Pierre (played by Philippe Duclos) is the father of Florence, who is an art historian (like her dad). Florence is also an intellectual reminiscent of Dorothy Sayers’ amateur detective Harriet Vane. In fact, the entire series evokes thoughts of Sayers, though Florence’s co-protagonist Antoine Verlay is a complicated policeman with learning disabilities and anger issues and is nothing at all like Peter Wimsey. Verlay would be better described as a somewhat subdued version of MOONLIGHTING‘s David Addison.
Florence and Antoine are in love with one another, but insist upon not being aware of that. One would think that after five years, that premise would become tiresome, but the mysteries that confront them are sufficiently fascinating that their not being together continues to seem frustratingly natural.
The recently divorced Captain Verlay, a former homicide detective, works for the OCBC (Central Office for the Fight Against Trafficking in Cultural Property) but knows little about art. His friend and new boss Alexandre Pardo (Benjamin Egner) got him the job after Verlay was suspended for calling his previous boss an asshole. In his first assignment with the OCBC, Varlay guards the wrong painting (mistaking the red circle on the white background for the reverse of that), and, after finally tackling the would-be vandal, he remarks with genuine bewilderment: “I didn’t know art made people crazy.”
The writings of Herry-Leclerc and Mora are filled with not-terribly-complicated-but-nonetheless-useful information about French art history (like the bell ringing in Sayers’ “The Nine Tailors“). In Une beauté faite au naturel, the show’s first episode, we learn about 15th century painter Jean Bourdichon and specifically about his portrait of Anne de Bretagne. In Un coeur de Pierre (Episode 5.1) the artists discussed are sculptors Camille Claudel and Rodin. Florence has a tendency toward being phobic in one way or another, and often has visions of the artists she is researching. Sometimes she even converses with them. At the start of the series, Florence’s psychiatrist (whose name has not been mentioned on the show) is played by Farida Rahouadj. For the last two years, Florence has been, for unknown reasons, seeing a different doctor.

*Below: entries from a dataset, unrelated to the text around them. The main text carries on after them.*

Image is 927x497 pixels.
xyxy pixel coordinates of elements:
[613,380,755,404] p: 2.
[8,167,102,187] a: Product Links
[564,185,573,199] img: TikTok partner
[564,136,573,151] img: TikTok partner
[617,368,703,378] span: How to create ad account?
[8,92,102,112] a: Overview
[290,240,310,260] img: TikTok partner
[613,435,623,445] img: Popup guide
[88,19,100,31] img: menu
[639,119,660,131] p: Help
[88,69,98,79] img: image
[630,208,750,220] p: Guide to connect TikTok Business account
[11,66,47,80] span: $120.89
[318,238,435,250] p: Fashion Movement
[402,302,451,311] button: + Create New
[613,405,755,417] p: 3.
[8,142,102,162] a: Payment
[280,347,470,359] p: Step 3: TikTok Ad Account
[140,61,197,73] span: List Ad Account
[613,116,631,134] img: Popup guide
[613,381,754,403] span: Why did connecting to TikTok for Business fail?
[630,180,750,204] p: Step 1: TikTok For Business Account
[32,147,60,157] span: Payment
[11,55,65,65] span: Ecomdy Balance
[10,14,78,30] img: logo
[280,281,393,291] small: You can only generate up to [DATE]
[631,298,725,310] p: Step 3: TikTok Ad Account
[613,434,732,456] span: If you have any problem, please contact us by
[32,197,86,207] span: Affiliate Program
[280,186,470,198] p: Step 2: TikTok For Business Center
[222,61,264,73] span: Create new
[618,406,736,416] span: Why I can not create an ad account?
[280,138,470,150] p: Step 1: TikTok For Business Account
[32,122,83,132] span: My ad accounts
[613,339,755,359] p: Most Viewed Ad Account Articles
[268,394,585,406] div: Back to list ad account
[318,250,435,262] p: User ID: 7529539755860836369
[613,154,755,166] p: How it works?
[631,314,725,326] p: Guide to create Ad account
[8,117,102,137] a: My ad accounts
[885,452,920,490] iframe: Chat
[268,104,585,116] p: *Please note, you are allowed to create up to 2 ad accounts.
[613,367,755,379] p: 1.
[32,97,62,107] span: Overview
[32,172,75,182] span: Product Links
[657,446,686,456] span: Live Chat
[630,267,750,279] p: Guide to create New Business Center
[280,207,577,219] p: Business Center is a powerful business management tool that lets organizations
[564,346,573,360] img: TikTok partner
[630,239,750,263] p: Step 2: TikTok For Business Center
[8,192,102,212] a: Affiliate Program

In total, there are twelve (two-part) feature length episodes. Although the show has not yet been renewed, a sixth season seems likely to happen sometime next year. All episodes of L’ART DU CRIME can be streamed in the US and Canada on MHz Choice. (in French with English subtitles)
NOTES
Actors who portray historical figures on the show are sometimes not credited. For instance, we know that Garance Thénault was Camille Claudel, and that Venantino Venantini appeared as Leonardo da Vinci, but the actor who portrayed Rodin is unidentified.
Eléonore Bernheim and Nicolas Gob have also appeared as detectives in the excellent long-running anthology series Murder In…. Gob is Inspector Thomas Keller in Meurtres à Belle-Île (Episode 6.6), and Bernheim is Captain Clémentine Segonzac in Meurtres à Cognac (Episode 7.5).